WIld Autumn

The Holy Spirit is a friend who has "the key to the house" and can come and go just as you might expect a spirit to do - so whimsically endowed and "in whom we live and move and have our being."

As the autumn winds blow in this season of change, and we stand on the threshold of a Year of Faith, life is yet still full of contradictions.

Here are two pieces of music along with some reflections I have selected from John O'Donohue - imbued with spirit filled hope and a nice way to approach the new week.


"The ancient rhythms of the earth have insinuated themselves into the rhythms of the human heart. The earth is not outside us; it is within: the clay from where the tree of the body grows. 
When we emerge from our offices, rooms and houses, we enter our natural element. We are children of the earth: people to whom the outdoors is home. 

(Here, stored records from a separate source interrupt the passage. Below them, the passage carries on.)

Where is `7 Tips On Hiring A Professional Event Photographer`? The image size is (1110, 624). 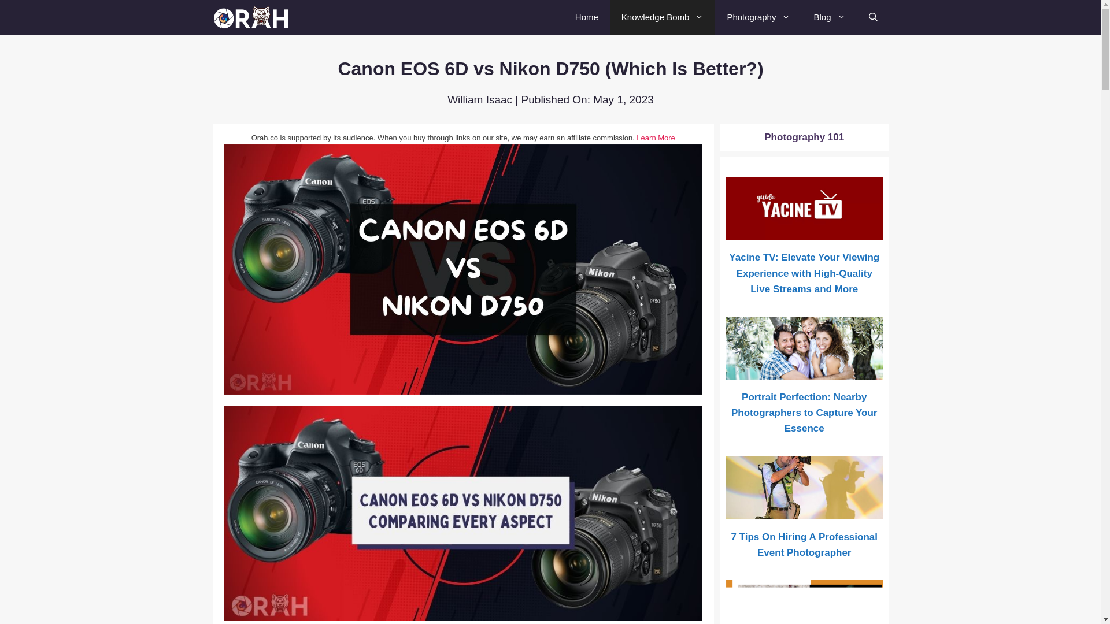 7 Tips On Hiring A Professional Event Photographer is located at coordinates (805, 511).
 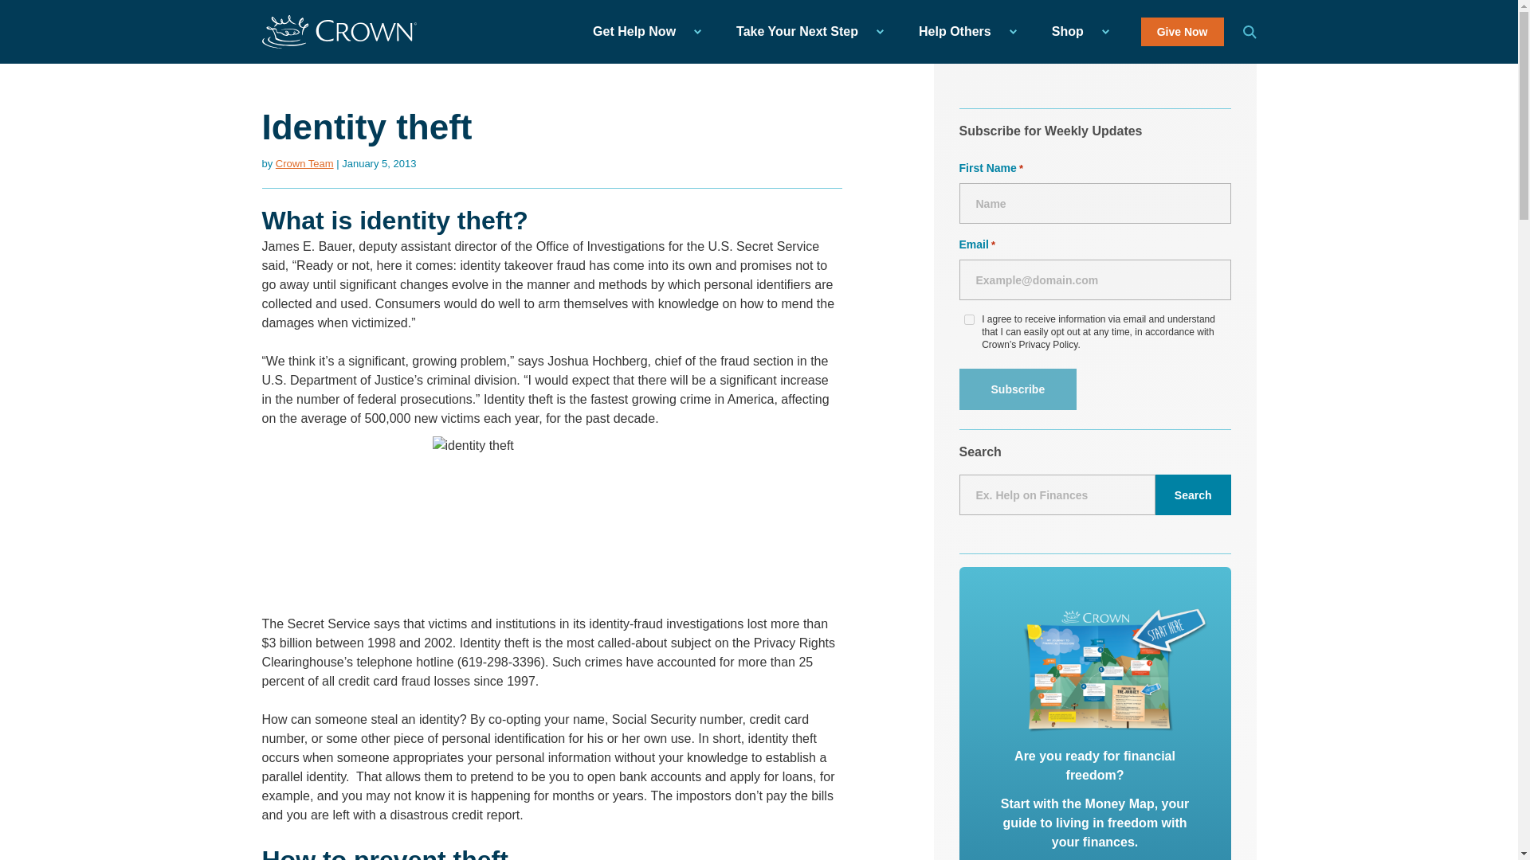 What do you see at coordinates (339, 32) in the screenshot?
I see `Crown Logo 2021 H White 2023` at bounding box center [339, 32].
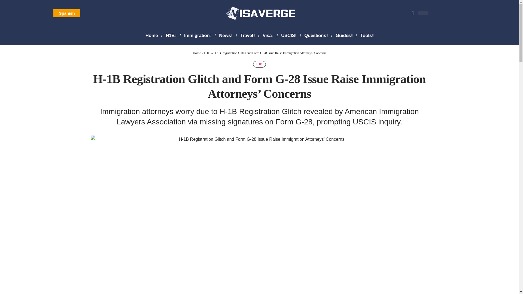  I want to click on Spanish, so click(67, 13).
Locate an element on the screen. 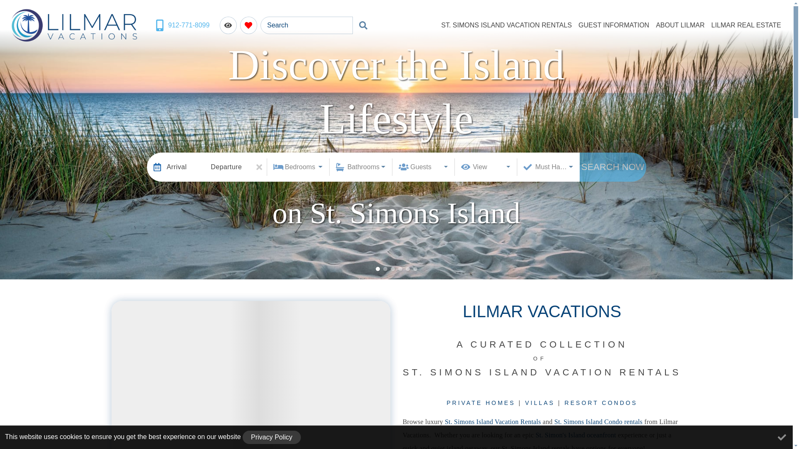 The height and width of the screenshot is (449, 799). GUEST INFORMATION is located at coordinates (613, 25).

Nothing can separate us from the vigor and vibrancy of this inheritance. In contract to our frenetic, saturated lives, the earth offers a calming stillness. Movement and growth in nature takes its time. 

The patience of nature enjoys the ease of trust and hope. There is something in our clay nature that needs to continually experience this ancient, outer ease of the world. It helps us remember who we are and why we are here."
 
John O’Donohue


First up is Great Lake Swimmers with New Wild Everywhere.



"We live between the act of awakening and the act of surrender. Each morning we awaken to the light and the invitation to a new day in the world of time; each night we surrender to the dark to be taken to play in the world of dreams where time is no more.

At birth we were awakened and emerged to become visible in the world. At death we will surrender again to the dark and become invisible. 

Awakening and surrender: they frame each day and each life; between them the journey where anything can happen, the beauty and the frailty."

Excerpt from the book Beauty by John O’ Donohue

Vivaldi's music and images of Autumn 






"The human heart,” writes John O’Donohue in his essay, "To Retrieve the Lost Art of Blessing,” continues to dream of a state of wholeness, a place where everything comes together, where loss will be made good, where blindness will transform into vision, where damage will be made whole, where the clenched question will open in the house of surprise, where the travails of a life’s journey will enjoy a homecoming. To invoke a blessing is to call some of that wholeness upon a person now.”


 Blessing in the Chaos 

To all that is chaotic in you, let there come silence.
 Let there be a calming of the clamoring,

 a stilling of the voices
 that have laid their claim on you,  

 that have made their home in you, 
 that go with you even to the holy places 

 but will not let you rest, 

 will not let you hear your life with wholeness 
 or feel the grace that fashioned you. 

 Let what distracts you cease.
 Let what divides you cease. 

 Let there come an end to what diminishes and demeans, 
 and let depart all that keeps you in its cage.

 Let there be an opening into the quiet
 that lies beneath the chaos, 

where you find the peace you did not think possible
 and see what shimmers within the storm.